Like every story, the rooftop of a school is a place of confession. It is the unspoken and unbroken rule. And anyone who thinks otherwise is thrown over its fence. On a hot, windy day, Jin was minding his own business on the school’s rooftop when a rabbit imprinted on pink underwear suddenly blocked his view. However, passed that unappealing undergarment is a strange woman of great beauty with a very cold set of silver eyes. And instead of a romantic confession, he received a piece of crazy information. “The sun will soon be swallowed up by the darkness, and the world as we know it will be plunged into an eternal night. More than half of the world will be wiped out by the undead, and harsher and crueler rule will rise from their ashes. The Gods are dead. The lands are shattered, and the world will begin to forget what it once was. Time and distance will lose their meaning and the knowledge of how things will crumble into ashes. Those who struggle to survive in a shattered world must overcome decay and rot that eats at memories and thrusts people into nightmarish abominations and will bring each other face to face with cosmic horrors and – worst of all – their own personal demons. “Jin, will you face this apocalypse together with me and live . . . or choose otherwise and die.” “. . .” “Your choice?”
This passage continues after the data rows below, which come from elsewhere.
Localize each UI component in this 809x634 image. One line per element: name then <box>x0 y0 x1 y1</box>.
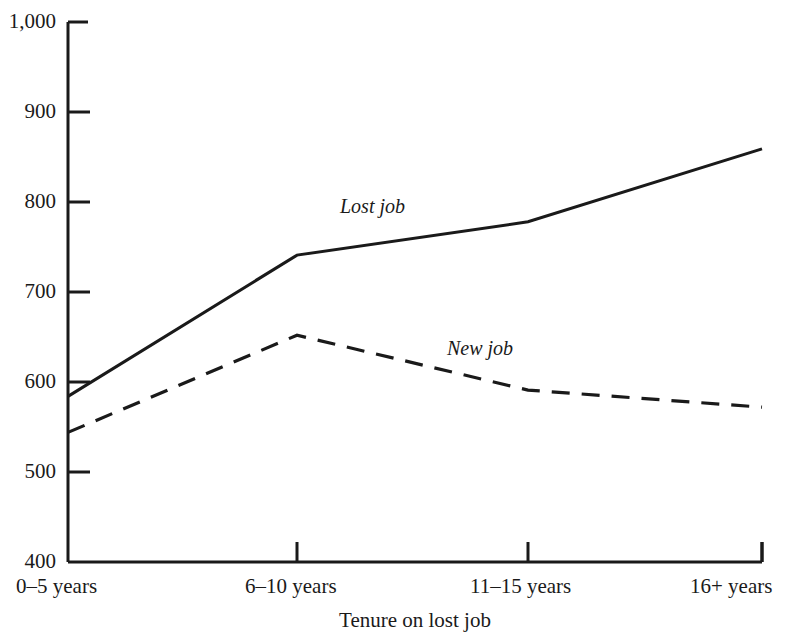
x-tick-label: 0–5 years <box>16 576 97 597</box>
axis-spines <box>68 22 762 562</box>
series-line-new-job <box>68 335 762 432</box>
x-tick-label: 11–15 years <box>470 576 571 597</box>
x-tick-label: 6–10 years <box>245 576 337 597</box>
y-tick-label: 1,000 <box>0 11 56 32</box>
chart-plot-area <box>0 0 809 634</box>
x-axis-ticks <box>297 542 762 562</box>
x-axis-title: Tenure on lost job <box>68 610 762 631</box>
y-tick-label: 800 <box>0 191 56 212</box>
y-tick-label: 700 <box>0 281 56 302</box>
line-chart: 4005006007008009001,000 0–5 years6–10 ye… <box>0 0 809 634</box>
series-label-lost-job: Lost job <box>340 196 405 216</box>
x-tick-label: 16+ years <box>690 576 772 597</box>
y-tick-label: 900 <box>0 101 56 122</box>
y-tick-label: 400 <box>0 551 56 572</box>
y-tick-label: 500 <box>0 461 56 482</box>
y-axis-ticks <box>68 112 90 472</box>
series-line-lost-job <box>68 149 762 397</box>
series-label-new-job: New job <box>447 338 513 358</box>
data-series-layer <box>68 149 762 433</box>
y-tick-label: 600 <box>0 371 56 392</box>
In the heart of the desolate mall, a sense of dread hung heavily in the air, mingling with the musty scent of abandoned storefronts and the faint traces of old fast food aromas.
Kelly and a group of survivors found themselves huddled together in a hardware store, seeking refuge from the relentless onslaught of the undead that now roamed the once-bustling corridors.
The store's chain-link gates, normally used to secure the premises during the night, were now the sole barrier between the survivors and the ravenous horde that pressed against them.
Each link in the chain was a fragile defense against the relentless force of the undead. The groans and guttural moans of the zombies echoed throughout the mall, an eerie symphony that served as a constant reminder of the peril they faced.